Immediate murmurs of sympathy. And: “ Oh, my. You weren’t caught in that rain yesterday morning, were you?”
Jack considered. “Yesterday morning in the daytime. And. before… in the night time, too — Why?”
Sneed was upset. „Why? Why, when the rain comes down like that, from the north, at this time of year, they call it ‘a fever rain’. ”
Ah. That was what the old woman had called out to him, urging him in out of the drizzle. Bide, she’d said. Not an “eager” rain — a fever rain!
“Some say that the rain makes the sanitary drains overflow. And some say that it raises the mosquitoes, I don’t know. And some laugh at the old people, for saying that. But I don’t laugh. You’re not laughing, either, are you? Well. What are we going to do for this man, Mik? Doctor in. right now?”
But the District Medical Officer was not in right now. It was his day to make the rounds in the bush hamlets in one half of the circuit. On one other day he would visit the other half. And in between, he was in town holding clinics, walking his wards in the hospital there on one of the hills, and attending to his private patients. Uncle Christopher produced from somewhere a weathered bottle of immense pills which he assured them were quinine, shook it and rattled it like some juju gourd as he prepared to pour them out.
But Captain Sneed demurred. “Best save that till we can be sure that it is malaria. Not they use quinine nowadays. Mmm. No chills, no fever? Mmm. Let me see you to your room at the hotel.” And he walked Limekiller back, saw him not only into his room but into his bed, called for “some decent sheets and some blankets, what sort of a kip are you running here, Antonoglu?” Antonoglu’s mother, a very large woman in a dress as black and voluminous as the tents of Kedar, came waddling in with sighs and groans and applied her own remedy: a string of limes, to be worn around the neck. The maid aspersed the room with holy water.
“I shall go and speak to the pharmacist,” Captain Sneed said, briskly. “What —?” For Limekiller, already feeling not merely rotten but odd, had beckoned to him. “Yes?”
Rotten, aching, odd or not, there was something that Limekiller wanted taken care of. “Would you ask anyone to check,” he said, carefully. “To check the bus? The bus when it comes in. Two young ladies. One red-haired. When it comes in. Would you check. Ask anyone. Bus. Red-haired. Check. If no breakdown. Beautiful. Would you. Any. Please? Oh.”
Captain Sneed and the others exchanged looks.

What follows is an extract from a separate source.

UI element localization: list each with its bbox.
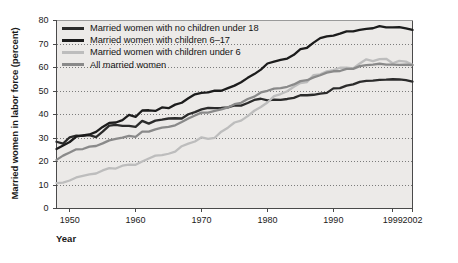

“Of course, Old Boy. Don’t worry about it. All taken care of. Now.” He had asked for something. It had not come. “What, not even a thermometer? What? Why, what do you mean, ‘You had one but the children broke it’? Get another one at once. Do you wish to lose your license? Never mind, I shall get another one at once. And speak to the pharmacist. Antonoglu-khan-um, the moment he begins to sweat, or his teeth chatter, send me word.